What is going on at the American Department of Justice is deeply troubling. Ruth Marcus writes:
It is becoming alarmingly difficult to keep track of all the reasons to worry about what’s happening at Justice under Barr — and increasingly clear that what we know that is worrisome may be the tip of the iceberg. And it is becoming absolutely imperative that Barr and other senior department officials testify about their activities.
Last Friday saw the botched massacre of Geoffrey Berman, the U.S. attorney for the Southern District of New York. The episode was telling for those, myself included, who once had higher hopes for Barr’s second stewardship of the department.
Jay Clayton, the intended nominee, might be a fine chairman of the Securities and Exchange Commission and an excellent corporate lawyer. He has no business overseeing the Southern District. Clayton’s “management experience and expertise in financial regulation give him an ideal background . . . and he will be a worthy successor to the many historic figures who have held that post,” Barr proclaimed in his Friday night announcement. This is dangerous hackery, insulting to those who have served in that post and, more important, to the department.
Barr, who calls himself a conservative, was touted as a guardrail against Trump's wild impulses. However,
for those who thought Barr would be competent, consider: He ousted Berman, a registered Republican and Trump donor, and wound up with Audrey Strauss, a registered Democrat who has contributed to Hillary Clinton, Barack Obama and Joe Biden in the job. Well played.
It's abundantly clear that, in Trumpworld, there is one law for the rich and well connected. There is another law for everyone else. And the well connected are incompetent.
Image: sltrib.com
2 comments:
One of Trump's greatest accomplishments is the subverting of America's vaunted system of checks and balances. During Nixon's final year, Congressional Republicans stood for the nation over their party's president. That sort of integrity is long extinct in America today. Trump is merely the culmination of the failure of democracy in that country. It began with legislative capture and moved on to regulatory capture, the hallmarks of a corporate state. Trump has had great success transforming the various federal courts into Republican courts that break with judicial tradition without qualm, much less regard for their duty to the country. A morally bankrupt president who appoints a readily corrupted cabinet, especially his hyper-compliant attorney general, completes the coup against American democracy.
I agree, Mound. There are those who argue that Trump is an aberration. In truth, he is the culmination of a long campaign to establish corporate governance throughout the American Republic. He and his Vichy collaborators have been extraordinarily successful.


• _WORK REQUIRED_
Sift the listing for lines that hold the string "Details" and pull them out.
====== SUPPLIED RECORDS
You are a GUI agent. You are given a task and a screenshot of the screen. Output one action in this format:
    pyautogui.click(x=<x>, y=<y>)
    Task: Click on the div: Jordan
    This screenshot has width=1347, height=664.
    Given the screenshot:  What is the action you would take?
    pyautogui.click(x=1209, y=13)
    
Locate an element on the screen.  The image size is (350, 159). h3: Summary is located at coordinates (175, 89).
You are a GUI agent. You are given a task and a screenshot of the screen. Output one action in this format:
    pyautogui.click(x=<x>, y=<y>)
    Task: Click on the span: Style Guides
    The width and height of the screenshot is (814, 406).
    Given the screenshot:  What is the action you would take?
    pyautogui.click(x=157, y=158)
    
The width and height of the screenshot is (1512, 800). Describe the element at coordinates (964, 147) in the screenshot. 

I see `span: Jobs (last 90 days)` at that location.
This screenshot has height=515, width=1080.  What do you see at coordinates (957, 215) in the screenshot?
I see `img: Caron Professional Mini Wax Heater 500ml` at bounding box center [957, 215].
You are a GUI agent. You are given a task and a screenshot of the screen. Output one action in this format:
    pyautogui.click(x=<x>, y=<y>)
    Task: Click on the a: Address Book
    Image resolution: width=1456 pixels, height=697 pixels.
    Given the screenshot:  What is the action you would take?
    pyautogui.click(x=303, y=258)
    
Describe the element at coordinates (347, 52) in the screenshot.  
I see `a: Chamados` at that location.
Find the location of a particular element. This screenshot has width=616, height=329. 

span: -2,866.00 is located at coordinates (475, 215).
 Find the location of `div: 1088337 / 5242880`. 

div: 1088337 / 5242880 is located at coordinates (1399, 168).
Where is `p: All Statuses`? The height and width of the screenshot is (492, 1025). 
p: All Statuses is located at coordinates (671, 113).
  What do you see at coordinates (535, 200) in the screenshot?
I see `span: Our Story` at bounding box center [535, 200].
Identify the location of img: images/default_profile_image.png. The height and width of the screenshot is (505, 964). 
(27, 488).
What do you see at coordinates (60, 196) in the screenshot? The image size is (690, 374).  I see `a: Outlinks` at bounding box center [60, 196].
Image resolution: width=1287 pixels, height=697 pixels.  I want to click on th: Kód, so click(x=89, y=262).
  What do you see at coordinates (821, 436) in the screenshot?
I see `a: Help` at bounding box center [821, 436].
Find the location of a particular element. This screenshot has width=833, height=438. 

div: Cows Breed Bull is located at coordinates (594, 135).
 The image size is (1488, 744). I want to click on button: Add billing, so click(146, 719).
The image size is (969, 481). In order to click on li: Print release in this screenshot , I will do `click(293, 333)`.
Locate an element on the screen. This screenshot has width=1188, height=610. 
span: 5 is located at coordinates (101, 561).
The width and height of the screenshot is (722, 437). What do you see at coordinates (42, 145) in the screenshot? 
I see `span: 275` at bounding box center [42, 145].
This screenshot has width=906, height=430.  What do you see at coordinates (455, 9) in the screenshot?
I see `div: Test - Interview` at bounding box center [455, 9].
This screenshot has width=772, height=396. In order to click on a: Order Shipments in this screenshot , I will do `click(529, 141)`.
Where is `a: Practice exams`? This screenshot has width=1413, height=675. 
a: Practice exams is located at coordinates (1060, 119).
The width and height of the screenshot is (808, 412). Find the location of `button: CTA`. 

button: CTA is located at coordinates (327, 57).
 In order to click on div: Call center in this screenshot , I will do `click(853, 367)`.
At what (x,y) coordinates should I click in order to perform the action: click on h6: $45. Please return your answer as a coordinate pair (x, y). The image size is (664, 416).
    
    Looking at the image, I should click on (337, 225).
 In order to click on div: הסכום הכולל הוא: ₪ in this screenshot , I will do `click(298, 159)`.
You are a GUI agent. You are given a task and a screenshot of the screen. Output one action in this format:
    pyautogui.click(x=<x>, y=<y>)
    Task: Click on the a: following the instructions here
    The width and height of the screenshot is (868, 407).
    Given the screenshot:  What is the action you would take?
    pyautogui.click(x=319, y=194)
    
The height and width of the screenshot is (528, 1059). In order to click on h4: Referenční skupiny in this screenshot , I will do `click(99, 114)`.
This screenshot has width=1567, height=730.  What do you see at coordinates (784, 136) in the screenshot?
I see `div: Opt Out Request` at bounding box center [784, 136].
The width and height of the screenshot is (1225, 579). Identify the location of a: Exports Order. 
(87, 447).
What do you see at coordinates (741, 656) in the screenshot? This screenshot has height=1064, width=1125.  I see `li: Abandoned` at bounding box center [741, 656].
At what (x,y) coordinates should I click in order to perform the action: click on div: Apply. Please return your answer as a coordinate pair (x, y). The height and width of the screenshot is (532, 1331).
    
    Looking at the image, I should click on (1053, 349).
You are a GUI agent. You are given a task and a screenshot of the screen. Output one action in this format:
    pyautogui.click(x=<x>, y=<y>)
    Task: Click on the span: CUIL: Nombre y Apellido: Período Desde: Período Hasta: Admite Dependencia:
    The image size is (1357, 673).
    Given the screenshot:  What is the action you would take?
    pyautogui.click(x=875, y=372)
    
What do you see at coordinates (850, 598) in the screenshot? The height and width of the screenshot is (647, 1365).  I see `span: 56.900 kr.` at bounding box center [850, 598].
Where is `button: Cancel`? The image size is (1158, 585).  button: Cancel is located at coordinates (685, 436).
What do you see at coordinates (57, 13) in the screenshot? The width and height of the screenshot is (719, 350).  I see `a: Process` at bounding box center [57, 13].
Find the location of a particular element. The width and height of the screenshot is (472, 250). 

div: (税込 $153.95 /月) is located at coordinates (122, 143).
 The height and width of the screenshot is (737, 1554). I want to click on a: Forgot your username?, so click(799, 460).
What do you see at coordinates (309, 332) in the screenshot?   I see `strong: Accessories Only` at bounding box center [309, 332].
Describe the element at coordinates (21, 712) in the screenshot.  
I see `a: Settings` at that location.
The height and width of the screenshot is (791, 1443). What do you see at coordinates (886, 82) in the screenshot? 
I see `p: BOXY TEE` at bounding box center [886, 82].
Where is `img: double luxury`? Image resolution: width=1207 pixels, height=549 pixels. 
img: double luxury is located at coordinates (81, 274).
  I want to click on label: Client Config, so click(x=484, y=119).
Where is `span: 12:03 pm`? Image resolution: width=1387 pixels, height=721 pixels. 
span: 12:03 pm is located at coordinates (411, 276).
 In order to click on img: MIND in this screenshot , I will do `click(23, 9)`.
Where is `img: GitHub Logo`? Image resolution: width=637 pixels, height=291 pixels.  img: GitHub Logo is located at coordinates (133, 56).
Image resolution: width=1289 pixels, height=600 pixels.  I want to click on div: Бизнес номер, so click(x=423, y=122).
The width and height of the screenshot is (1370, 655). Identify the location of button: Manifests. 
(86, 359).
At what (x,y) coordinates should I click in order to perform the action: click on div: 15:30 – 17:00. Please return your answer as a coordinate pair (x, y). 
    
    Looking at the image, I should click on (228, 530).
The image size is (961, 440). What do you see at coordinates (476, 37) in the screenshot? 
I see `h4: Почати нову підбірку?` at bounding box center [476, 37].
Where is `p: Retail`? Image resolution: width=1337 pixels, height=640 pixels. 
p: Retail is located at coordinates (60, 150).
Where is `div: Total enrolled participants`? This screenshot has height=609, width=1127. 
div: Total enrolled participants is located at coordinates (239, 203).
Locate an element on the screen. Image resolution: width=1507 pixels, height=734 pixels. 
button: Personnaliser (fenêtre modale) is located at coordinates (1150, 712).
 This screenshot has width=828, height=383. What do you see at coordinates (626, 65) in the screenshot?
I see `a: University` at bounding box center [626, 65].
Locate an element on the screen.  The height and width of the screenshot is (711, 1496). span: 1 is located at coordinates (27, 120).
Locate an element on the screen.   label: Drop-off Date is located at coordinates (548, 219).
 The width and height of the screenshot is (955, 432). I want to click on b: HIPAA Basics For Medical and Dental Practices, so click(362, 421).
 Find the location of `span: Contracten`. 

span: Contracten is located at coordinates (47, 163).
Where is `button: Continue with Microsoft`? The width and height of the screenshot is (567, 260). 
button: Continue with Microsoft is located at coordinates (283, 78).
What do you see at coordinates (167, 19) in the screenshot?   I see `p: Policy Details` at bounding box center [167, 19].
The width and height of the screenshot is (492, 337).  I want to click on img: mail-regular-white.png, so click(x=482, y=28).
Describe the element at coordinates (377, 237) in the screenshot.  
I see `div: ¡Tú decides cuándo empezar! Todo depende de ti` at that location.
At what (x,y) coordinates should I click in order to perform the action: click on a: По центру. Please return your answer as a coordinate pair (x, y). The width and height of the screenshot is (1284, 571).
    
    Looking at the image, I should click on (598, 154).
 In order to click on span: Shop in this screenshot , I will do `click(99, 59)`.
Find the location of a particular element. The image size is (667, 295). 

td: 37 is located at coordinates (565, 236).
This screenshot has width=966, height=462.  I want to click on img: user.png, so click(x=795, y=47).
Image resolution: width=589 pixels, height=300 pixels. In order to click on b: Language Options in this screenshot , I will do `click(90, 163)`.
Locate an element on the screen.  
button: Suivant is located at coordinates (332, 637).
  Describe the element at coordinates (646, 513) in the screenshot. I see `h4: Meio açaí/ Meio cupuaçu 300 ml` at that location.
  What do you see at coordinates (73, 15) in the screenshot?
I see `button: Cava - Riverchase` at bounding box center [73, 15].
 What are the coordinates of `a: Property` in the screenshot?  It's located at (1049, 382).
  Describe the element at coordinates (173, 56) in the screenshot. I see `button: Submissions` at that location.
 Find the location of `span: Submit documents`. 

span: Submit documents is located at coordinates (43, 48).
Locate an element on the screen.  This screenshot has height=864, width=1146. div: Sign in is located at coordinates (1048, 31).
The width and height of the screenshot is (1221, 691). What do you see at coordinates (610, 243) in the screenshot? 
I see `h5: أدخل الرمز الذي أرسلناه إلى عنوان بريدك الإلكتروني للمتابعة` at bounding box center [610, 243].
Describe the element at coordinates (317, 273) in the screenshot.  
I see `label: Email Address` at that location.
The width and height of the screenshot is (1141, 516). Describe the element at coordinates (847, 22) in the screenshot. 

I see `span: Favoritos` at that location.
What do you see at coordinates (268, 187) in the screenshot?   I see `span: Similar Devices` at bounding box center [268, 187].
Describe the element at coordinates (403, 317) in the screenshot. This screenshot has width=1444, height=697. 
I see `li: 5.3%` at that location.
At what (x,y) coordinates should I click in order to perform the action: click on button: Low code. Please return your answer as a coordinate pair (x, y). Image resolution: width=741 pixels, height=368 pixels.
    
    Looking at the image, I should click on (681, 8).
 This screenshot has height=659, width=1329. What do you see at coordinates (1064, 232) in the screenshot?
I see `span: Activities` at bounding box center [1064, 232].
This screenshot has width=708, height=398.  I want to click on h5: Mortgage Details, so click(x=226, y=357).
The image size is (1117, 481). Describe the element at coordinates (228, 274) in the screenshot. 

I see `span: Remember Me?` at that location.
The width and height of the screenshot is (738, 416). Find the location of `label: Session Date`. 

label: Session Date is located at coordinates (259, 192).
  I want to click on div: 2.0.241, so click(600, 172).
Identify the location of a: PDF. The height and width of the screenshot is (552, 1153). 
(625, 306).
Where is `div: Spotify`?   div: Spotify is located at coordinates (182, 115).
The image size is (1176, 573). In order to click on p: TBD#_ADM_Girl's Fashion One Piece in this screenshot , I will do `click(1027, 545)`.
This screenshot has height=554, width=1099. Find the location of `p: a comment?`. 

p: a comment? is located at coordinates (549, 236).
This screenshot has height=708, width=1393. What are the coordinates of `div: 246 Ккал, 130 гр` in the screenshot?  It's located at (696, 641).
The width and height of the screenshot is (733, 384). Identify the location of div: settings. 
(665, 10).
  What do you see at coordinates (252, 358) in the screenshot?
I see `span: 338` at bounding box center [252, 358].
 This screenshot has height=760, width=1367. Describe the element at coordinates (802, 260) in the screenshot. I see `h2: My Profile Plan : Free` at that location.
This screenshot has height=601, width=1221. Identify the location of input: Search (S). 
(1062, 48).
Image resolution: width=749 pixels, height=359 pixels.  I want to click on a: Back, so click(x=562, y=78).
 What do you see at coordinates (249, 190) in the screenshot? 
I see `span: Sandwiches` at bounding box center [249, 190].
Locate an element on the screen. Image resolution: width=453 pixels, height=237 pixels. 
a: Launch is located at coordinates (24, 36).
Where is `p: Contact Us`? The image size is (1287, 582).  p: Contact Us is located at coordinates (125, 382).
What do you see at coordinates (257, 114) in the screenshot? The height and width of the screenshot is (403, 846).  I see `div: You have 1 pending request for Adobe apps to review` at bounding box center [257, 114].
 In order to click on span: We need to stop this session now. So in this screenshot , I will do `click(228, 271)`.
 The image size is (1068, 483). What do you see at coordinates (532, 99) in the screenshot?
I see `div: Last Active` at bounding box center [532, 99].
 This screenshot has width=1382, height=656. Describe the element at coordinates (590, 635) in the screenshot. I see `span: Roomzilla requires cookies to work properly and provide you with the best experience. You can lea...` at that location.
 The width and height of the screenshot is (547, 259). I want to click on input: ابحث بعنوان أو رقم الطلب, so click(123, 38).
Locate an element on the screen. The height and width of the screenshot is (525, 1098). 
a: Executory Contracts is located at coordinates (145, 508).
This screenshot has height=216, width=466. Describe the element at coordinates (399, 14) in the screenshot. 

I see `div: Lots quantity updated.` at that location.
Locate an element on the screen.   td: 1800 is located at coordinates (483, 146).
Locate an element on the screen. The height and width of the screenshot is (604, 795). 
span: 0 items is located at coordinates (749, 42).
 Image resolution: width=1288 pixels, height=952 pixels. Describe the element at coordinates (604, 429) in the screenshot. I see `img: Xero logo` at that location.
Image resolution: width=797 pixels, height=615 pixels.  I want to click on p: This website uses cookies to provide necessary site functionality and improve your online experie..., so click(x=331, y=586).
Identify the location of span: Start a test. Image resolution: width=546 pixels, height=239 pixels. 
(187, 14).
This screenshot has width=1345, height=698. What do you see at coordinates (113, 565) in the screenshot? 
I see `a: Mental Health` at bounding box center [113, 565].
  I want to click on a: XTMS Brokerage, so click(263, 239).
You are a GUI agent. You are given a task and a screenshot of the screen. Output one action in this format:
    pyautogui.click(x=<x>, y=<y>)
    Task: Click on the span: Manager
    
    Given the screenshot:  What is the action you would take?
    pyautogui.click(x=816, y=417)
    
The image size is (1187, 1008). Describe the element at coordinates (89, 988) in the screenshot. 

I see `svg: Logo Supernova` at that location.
============
• _OUTPUT OF THE EXERCISE_
What do you see at coordinates (167, 19) in the screenshot?   I see `p: Policy Details` at bounding box center [167, 19].
This screenshot has width=708, height=398.  I want to click on h5: Mortgage Details, so click(x=226, y=357).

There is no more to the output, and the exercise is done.